Exposing companies that post phantom job openings to signal growth to investors — while simultaneously laying off workers.
The Ghost Score estimates the probability (0–100) that a company's job postings are "phantom" or "ghost" jobs — listings posted not to fill real positions, but to project an image of growth and health to investors, analysts, and the public. A high score doesn't prove fraud; it flags patterns worth investigating.
No suspicious patterns detected. Job postings appear to reflect genuine hiring activity consistent with the company's financial position and growth trajectory.
Minor anomalies detected but likely explained by normal business cycles, seasonal hiring, or organizational restructuring. Posting patterns are mostly consistent.
Multiple signals suggest some postings may not represent genuine openings. Could indicate a mix of real hiring and "window dressing" for investor perception.
Strong indicators of phantom postings. Company is likely posting positions while simultaneously reducing headcount, with stale listings and suspicious patterns across job boards.
Overwhelming evidence of phantom job postings. Company shows massive layoffs concurrent with growing position counts, stale listings unchanged for months, and significant discrepancies across sources.
Cross-references with our AI Layoffs Tracker. ResumeBuilder (2024) found 66% of companies post ghost jobs to "project growth optics." The strongest signal is posting positions while simultaneously laying off workers. Scored by the ratio of open positions to layoffs.
Compares a company's open position count against its industry median for Fortune 500 companies. StandOut CV found a 34.4% ghost job rate across categories. Companies with outlier-high posting volumes relative to peers are more likely padding listings for optics.
Clarify Capital found 68% of ghost job employers had postings active 30+ days, and 1 in 10 had postings open 6+ months. Ashby's ATS analysis of 22,000+ jobs showed genuine roles have recruiter activity within 14 days. We measure whether total position counts remain flat over time — unchanging counts suggest listings are never being filled.
Bureau of Labor Statistics JOLTS data shows job openings exceed actual hires by 28–38% monthly since 2021. Singer & Oktay's NABE award-winning paper "Ghost jobs, real costs" (Business Economics, 2025) used this "phantom gap" as a core signal. We estimate each company's phantom positions using sector-specific openings-to-hires ratios.
ResumeBuilder found 67% of companies post ghost jobs to "appear open to external talent." Sudden bulk posting of positions (50%+ increase in 30 days) without a corresponding business expansion announcement is suspicious. Real hiring ramps tend to be gradual.
Clarify Capital identified perpetual reposting as a key indicator. Ashby's ATS data showed roles that oscillate (open/close/reopen) without net headcount change are likely decorative. We detect this by measuring direction changes in position counts relative to net change.

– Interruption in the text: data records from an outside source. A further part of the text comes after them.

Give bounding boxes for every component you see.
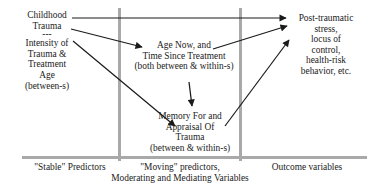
node-text: Intensity of [12, 38, 82, 49]
node-age-now: Age Now, and Time Since Treatment (both … [128, 40, 240, 72]
node-outcome: Post-traumatic stress, locus of control,… [290, 13, 362, 77]
node-separator: --- [12, 31, 82, 38]
node-memory: Memory For and Appraisal Of Trauma (betw… [150, 111, 230, 153]
node-text: (both between & within-s) [128, 61, 240, 72]
node-text: stress, [290, 24, 362, 35]
column-label-moving: "Moving" predictors, Moderating and Medi… [108, 162, 252, 183]
node-text: control, [290, 45, 362, 56]
node-text: locus of [290, 34, 362, 45]
node-text: Memory For and [150, 111, 230, 122]
node-text: Age Now, and [128, 40, 240, 51]
node-text: (between & within-s) [150, 143, 230, 154]
column-label-stable: "Stable" Predictors [22, 162, 118, 173]
column-label-text: "Moving" predictors, [108, 162, 252, 173]
node-text: Childhood [12, 10, 82, 21]
node-text: Post-traumatic [290, 13, 362, 24]
column-label-text: Moderating and Mediating Variables [108, 173, 252, 184]
node-childhood-trauma: Childhood Trauma --- Intensity of Trauma… [12, 10, 82, 91]
node-text: behavior, etc. [290, 66, 362, 77]
arrow-age-to-memory [189, 82, 192, 106]
node-text: health-risk [290, 55, 362, 66]
column-label-outcome: Outcome variables [262, 162, 352, 173]
node-text: Trauma [150, 132, 230, 143]
node-text: Time Since Treatment [128, 51, 240, 62]
node-text: Appraisal Of [150, 122, 230, 133]
node-text: Treatment [12, 59, 82, 70]
node-text: (between-s) [12, 81, 82, 92]
node-text: Trauma & [12, 49, 82, 60]
node-text: Age [12, 70, 82, 81]
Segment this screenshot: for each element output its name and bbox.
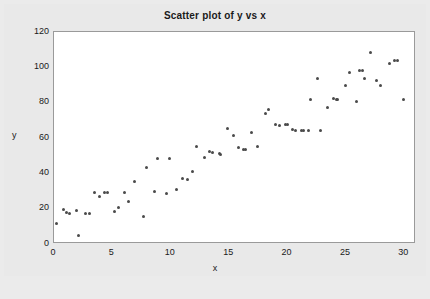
data-point [237, 146, 240, 149]
y-axis-tick-label: 60 [21, 133, 49, 142]
data-point [250, 131, 253, 134]
scatter-plot-screenshot: Scatter plot of y vs x 020406080100120 0… [0, 0, 430, 299]
y-axis-tick-label: 40 [21, 168, 49, 177]
x-axis-tick-label: 20 [272, 248, 302, 257]
data-point [375, 79, 378, 82]
y-axis-tick-label: 120 [21, 27, 49, 36]
data-point [294, 129, 297, 132]
data-point [363, 77, 366, 80]
data-point [127, 200, 130, 203]
data-point [232, 134, 235, 137]
data-point [195, 145, 198, 148]
data-point [117, 206, 120, 209]
data-point [68, 212, 71, 215]
data-point [309, 98, 312, 101]
y-axis-tick-label: 20 [21, 203, 49, 212]
x-axis-label: x [0, 263, 430, 273]
x-axis-tick-label: 0 [38, 248, 68, 257]
y-axis-label: y [12, 131, 17, 140]
scatter-points-layer [54, 32, 414, 242]
data-point [348, 71, 351, 74]
data-point [123, 191, 126, 194]
data-point [191, 170, 194, 173]
data-point [133, 180, 136, 183]
y-axis-tick-label: 0 [21, 239, 49, 248]
data-point [264, 112, 267, 115]
data-point [307, 129, 310, 132]
data-point [355, 100, 358, 103]
x-axis-tick-label: 15 [213, 248, 243, 257]
x-axis-tick-label: 5 [96, 248, 126, 257]
page-title: Scatter plot of y vs x [0, 10, 430, 21]
data-point [226, 127, 229, 130]
data-point [286, 123, 289, 126]
data-point [168, 157, 171, 160]
x-axis-tick-labels: 051015202530 [53, 248, 415, 260]
data-point [203, 156, 206, 159]
y-axis-tick-label: 100 [21, 62, 49, 71]
data-point [319, 129, 322, 132]
data-point [98, 195, 101, 198]
data-point [93, 191, 96, 194]
data-point [256, 145, 259, 148]
data-point [267, 108, 270, 111]
data-point [106, 191, 109, 194]
data-point [165, 192, 168, 195]
data-point [142, 215, 145, 218]
y-axis-tick-labels: 020406080100120 [17, 31, 49, 243]
y-axis-tick-label: 80 [21, 97, 49, 106]
data-point [186, 178, 189, 181]
data-point [244, 148, 247, 151]
data-point [369, 51, 372, 54]
x-axis-tick-label: 30 [388, 248, 418, 257]
x-axis-tick-label: 10 [155, 248, 185, 257]
data-point [302, 129, 305, 132]
data-point [396, 59, 399, 62]
data-point [379, 84, 382, 87]
data-point [274, 123, 277, 126]
data-point [326, 106, 329, 109]
data-point [77, 234, 80, 237]
data-point [211, 151, 214, 154]
x-axis-tick-label: 25 [330, 248, 360, 257]
data-point [153, 190, 156, 193]
data-point [75, 209, 78, 212]
data-point [336, 98, 339, 101]
data-point [156, 157, 159, 160]
data-point [181, 177, 184, 180]
data-point [175, 188, 178, 191]
data-point [88, 212, 91, 215]
data-point [278, 124, 281, 127]
data-point [388, 62, 391, 65]
data-point [145, 166, 148, 169]
data-point [55, 222, 58, 225]
data-point [84, 212, 87, 215]
data-point [361, 69, 364, 72]
plot-area [53, 31, 415, 243]
data-point [316, 77, 319, 80]
data-point [219, 153, 222, 156]
data-point [113, 210, 116, 213]
data-point [344, 84, 347, 87]
data-point [402, 98, 405, 101]
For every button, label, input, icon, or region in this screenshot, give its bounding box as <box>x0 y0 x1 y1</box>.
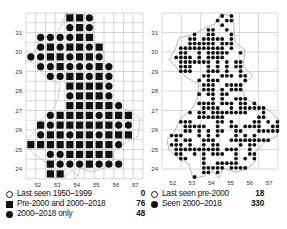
y-tick-label: 24 <box>151 166 158 172</box>
dot-marker <box>220 97 224 101</box>
dot-marker <box>193 42 197 46</box>
dot-marker <box>248 106 252 110</box>
dot-marker <box>76 161 83 168</box>
dot-marker <box>266 120 270 124</box>
dot-marker <box>220 56 224 60</box>
dot-marker <box>184 65 188 69</box>
dot-marker <box>220 42 224 46</box>
dot-marker <box>211 102 215 106</box>
dot-marker <box>239 88 243 92</box>
square-marker <box>66 102 73 109</box>
square-marker <box>96 83 103 90</box>
dot-marker <box>57 73 64 80</box>
right-dot-map: 3130292827262524525354555657 <box>143 0 287 190</box>
dot-marker <box>220 88 224 92</box>
dot-marker <box>184 129 188 133</box>
dot-marker <box>225 74 229 78</box>
dot-marker <box>202 125 206 129</box>
dot-marker <box>207 92 211 96</box>
square-marker <box>76 83 83 90</box>
dot-marker <box>37 44 44 51</box>
dot-marker <box>115 141 122 148</box>
dot-marker <box>220 46 224 50</box>
dot-marker <box>211 115 215 119</box>
dot-marker <box>276 129 280 133</box>
square-marker <box>47 161 54 168</box>
dot-marker <box>234 134 238 138</box>
dot-marker <box>271 129 275 133</box>
x-tick-label: 52 <box>34 182 41 188</box>
square-marker <box>86 112 93 119</box>
legend-row-seen-2000-2018: Seen 2000–2018 330 <box>151 199 264 209</box>
dot-marker <box>197 51 201 55</box>
square-marker <box>66 83 73 90</box>
dot-marker <box>207 148 211 152</box>
dot-marker <box>216 65 220 69</box>
square-marker <box>76 102 83 109</box>
square-marker <box>47 131 54 138</box>
dot-marker <box>230 88 234 92</box>
dot-marker <box>220 23 224 27</box>
dot-marker <box>239 97 243 101</box>
dot-marker <box>239 102 243 106</box>
dot-marker <box>257 115 261 119</box>
dot-marker <box>243 97 247 101</box>
dot-marker <box>262 138 266 142</box>
dot-marker <box>220 37 224 41</box>
square-marker <box>57 131 64 138</box>
dot-marker <box>188 111 192 115</box>
dot-marker <box>202 88 206 92</box>
filled-circle-icon <box>151 201 158 208</box>
dot-marker <box>86 44 93 51</box>
square-marker <box>47 44 54 51</box>
dot-marker <box>248 143 252 147</box>
square-marker <box>66 73 73 80</box>
dot-marker <box>230 120 234 124</box>
y-tick-label: 30 <box>15 49 22 55</box>
dot-marker <box>105 63 112 70</box>
dot-marker <box>179 143 183 147</box>
dot-marker <box>239 138 243 142</box>
dot-marker <box>211 148 215 152</box>
square-marker <box>66 151 73 158</box>
dot-marker <box>234 125 238 129</box>
grid-symbols <box>27 14 132 177</box>
legend-count: 330 <box>242 199 264 209</box>
dot-marker <box>225 51 229 55</box>
legend-row-2000-2018-only: 2000–2018 only 48 <box>6 209 145 219</box>
dot-marker <box>220 129 224 133</box>
dot-marker <box>105 161 112 168</box>
square-marker <box>105 102 112 109</box>
dot-marker <box>207 28 211 32</box>
dot-marker <box>253 120 257 124</box>
dot-marker <box>220 14 224 18</box>
dot-marker <box>188 120 192 124</box>
square-marker <box>57 141 64 148</box>
square-marker <box>96 63 103 70</box>
dot-marker <box>276 120 280 124</box>
dot-marker <box>76 63 83 70</box>
dot-marker <box>216 166 220 170</box>
y-tick-label: 25 <box>151 147 158 153</box>
dot-marker <box>202 143 206 147</box>
square-marker <box>76 24 83 31</box>
dot-marker <box>179 120 183 124</box>
dot-marker <box>216 69 220 73</box>
dot-marker <box>207 37 211 41</box>
dot-marker <box>174 134 178 138</box>
dot-marker <box>188 148 192 152</box>
square-marker <box>37 141 44 148</box>
dot-marker <box>197 79 201 83</box>
dot-marker <box>86 73 93 80</box>
dot-marker <box>47 112 54 119</box>
y-tick-label: 31 <box>15 30 22 36</box>
dot-marker <box>197 148 201 152</box>
dot-marker <box>202 102 206 106</box>
dot-marker <box>207 65 211 69</box>
square-marker <box>76 131 83 138</box>
dot-marker <box>230 33 234 37</box>
dot-marker <box>188 138 192 142</box>
x-tick-label: 55 <box>227 180 234 186</box>
dot-marker <box>179 46 183 50</box>
y-tick-label: 25 <box>15 147 22 153</box>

Multiple independent studies converge on an estimate that 20–35% of active job listings are ghost jobs at any given time:
Notably, 7 in 10 hiring managers told ResumeBuilder they consider posting fake jobs "morally acceptable."
This tracker uses automated scraping and research-backed heuristic analysis to estimate the likelihood of "ghost" or "phantom" job postings. Ghost Scores are probabilistic estimates based on published research, not definitive proof. Companies may have legitimate reasons for posting positions during restructuring, including hiring for new roles while eliminating others. Some industries naturally maintain large numbers of open positions. This tool is intended for research and transparency purposes. Data is scraped from public job boards and may contain inaccuracies. Always verify findings with primary sources before drawing conclusions. Research sources are cited in the methodology section above.